If you happen to be at the city station wazirganj, the dry little lane that snakes right will lead you to the gates of the grand Iqbal Manzil. A palace built in 1928 by Sir Mohammad Ali Mohammad Khan, the first Vice Chancellor of the
A warm smile lighting up his face, Raj Kumar Amir Naqi Khan the grandson of Sir Mohd. Ali Mohd. Khan welcomes you to his home. With quick and agile steps, he ascends the staircase to his chambers. While walking across the wide, open-air second floor which seems to be a courtyard of sorts, he mentions, “This was a tennis court for the ladies.” Motioning left and right with a swerve of his arm he adds with a chuckle, “This area around the court used to be covered with purdahs so the ball wouldn’t fall to the other side”. He pauses before a little platform, “and that was for the band”.
Following the kind faced and charming Raj Kumar Mahmudabad through a hall lined with black and white pictures that capture some of the most important moments in Indian history, we enter his living room. An air of antiquity shrouds his chambers as we settle down before a fireplace which he says is still “in working condition”. The sweltering heat outside seems a distant memory within the cool environs of these walls.
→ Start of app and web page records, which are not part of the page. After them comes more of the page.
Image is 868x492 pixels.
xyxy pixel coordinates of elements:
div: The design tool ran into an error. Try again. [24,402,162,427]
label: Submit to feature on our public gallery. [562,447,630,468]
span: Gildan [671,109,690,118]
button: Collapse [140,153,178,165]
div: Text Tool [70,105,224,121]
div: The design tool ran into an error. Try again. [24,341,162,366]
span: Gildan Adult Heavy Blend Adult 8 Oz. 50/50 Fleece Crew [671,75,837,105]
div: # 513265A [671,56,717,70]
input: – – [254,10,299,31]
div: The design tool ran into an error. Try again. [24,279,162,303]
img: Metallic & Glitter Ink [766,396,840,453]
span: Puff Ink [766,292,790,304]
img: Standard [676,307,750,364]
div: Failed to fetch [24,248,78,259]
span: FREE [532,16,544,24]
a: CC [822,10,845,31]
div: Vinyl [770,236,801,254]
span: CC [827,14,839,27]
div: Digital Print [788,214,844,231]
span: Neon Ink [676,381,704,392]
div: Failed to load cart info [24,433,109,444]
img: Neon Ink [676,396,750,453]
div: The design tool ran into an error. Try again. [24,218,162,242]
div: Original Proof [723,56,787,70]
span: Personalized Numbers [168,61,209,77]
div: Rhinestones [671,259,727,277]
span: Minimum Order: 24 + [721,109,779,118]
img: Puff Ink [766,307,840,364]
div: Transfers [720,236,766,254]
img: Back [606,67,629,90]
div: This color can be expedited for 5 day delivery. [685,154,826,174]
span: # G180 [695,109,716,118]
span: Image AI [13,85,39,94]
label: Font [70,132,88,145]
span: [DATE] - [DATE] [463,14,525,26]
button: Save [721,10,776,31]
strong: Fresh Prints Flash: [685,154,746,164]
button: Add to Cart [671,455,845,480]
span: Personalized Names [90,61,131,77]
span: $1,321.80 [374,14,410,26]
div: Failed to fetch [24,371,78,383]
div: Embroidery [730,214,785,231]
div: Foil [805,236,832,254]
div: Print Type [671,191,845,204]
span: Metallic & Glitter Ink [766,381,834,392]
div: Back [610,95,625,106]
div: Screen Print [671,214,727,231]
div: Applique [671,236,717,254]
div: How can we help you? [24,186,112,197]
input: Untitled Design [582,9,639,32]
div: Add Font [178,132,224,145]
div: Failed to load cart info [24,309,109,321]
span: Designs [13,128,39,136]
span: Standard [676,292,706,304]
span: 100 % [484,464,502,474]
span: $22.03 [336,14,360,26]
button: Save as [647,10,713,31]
The Prince is a celebrated connoisseur on Mughal cuisine, “We organized our first Mughal food festival back in 1992 and have had twelve such festivals since” he says. He credits his elegant wife Kunwarrani Kulsum Begum, a culinary consultant at the Maurya Sheraton hotel Delhi with the idea, “She belongs to the
The kitchen of
A typical day in the life of an erstwhile Nawab would begin with a breakfast at the palace with his begum. Breakfast consisted of a menu as diverse as puris, parathas, kliageena and tarkari better known as bhujia and sabzi. Lunch and dinner were far more elaborate with Qurma, chicken, fish, kababs, pulao, tarkari and tarkari salan or vegetable curry, roti, sheermal, pickle and muraba being the necessary basics along with desserts. At around 5:00 p.m., sharbats would be served. “For daawats, a variety of qurmas, kababs, pulaos and the rest were prepared”, explains the Prince. At any given time, the palace usually had fifteen to twenty guests that dined with the Nawab. Kababs such as the shaami, gola, pateeli, koftai-mulla-ajami, ghutvan, nargissi and zamin-dost kabab which was cooked inside the earth amongst many others were cooked. Most of these kababs simply melted in the mouth. “There were special chickens, fed on saffron, chameli, pineapple and other foods just to add aroma to their flesh when cooked”!
A bawarchikhana generally had fifteen different bawarchis, each one entrusted with different duty and skill, a particular bawarchi would make kababs, another dissect the meat, a third make sharbats and so on.“A hakeem was in charge of the kitchens, everything including the tobacco for the Nawab’s hookah was prepared under his guidance.” The hakeem would prepare the next day’s menu and send the list to the Begum for corrections.
The Raj Kumar remembers the aroma of his father’s hookah which wafted through these very rooms years ago. “Seasonal fruits such a pomegranate, were mashed into the tobacco for the aroma and the smoke passed through a brew of milk and keora, not water. This sucked away the nicotine… it was heavenly” he trails off.
We walk to a musty chamber, the door of which he throws open and beams, “We are renovating this area for heritage tourism. We intend to invite exclusive guests every winter to enjoy with us authentic Mughal food”. As we walk down the stairs to the classrooms, he reminisces how he grew up playing in these rooms. The fishbone design on the pillars and the tiny chandeliers hang from the roof like they did seventy nine years ago.
The story in the Newsline--- http://cities.expressindia.com/fullstory.php?newsid=247034
2 comments:
That A Raj Kumar will feature on the real page 3 was a bit surprising. But I have seen few crumbling royalties around me, so felt good about how this prince is maintaining his ancestral legacy.
But the description of chicken being fed on saffron and pineapple to enhance the aroma , was very sadistic. Recently there was an article in The India Today SPICE July2007 issue, about grooming and cooking of Ortolan. It said the poor birds are captured alive in a net, eyes gouged, force-fed on figs so that they swell to four times the normal size, then drowned alive in fine cognac, and then roasted. Yukkk
Yikes.. I didn't reply to this one!! :)
Dok Saab.. thank you!
And it sure is sadistic to feed an animal this way.. but come to think of it..what difference does it really make when you intend to kill it? I'd rather if the death was "humane" whatever that is!
Ortolans... poor things! The turtles and other animals in China (the bear paw soup...arghh!!) are undergo so much torture..I don't know what man gets out of mistreating and eating such 'exotic' food.. For God's sake.. there ARE potatoes and spinach and fruits!!!!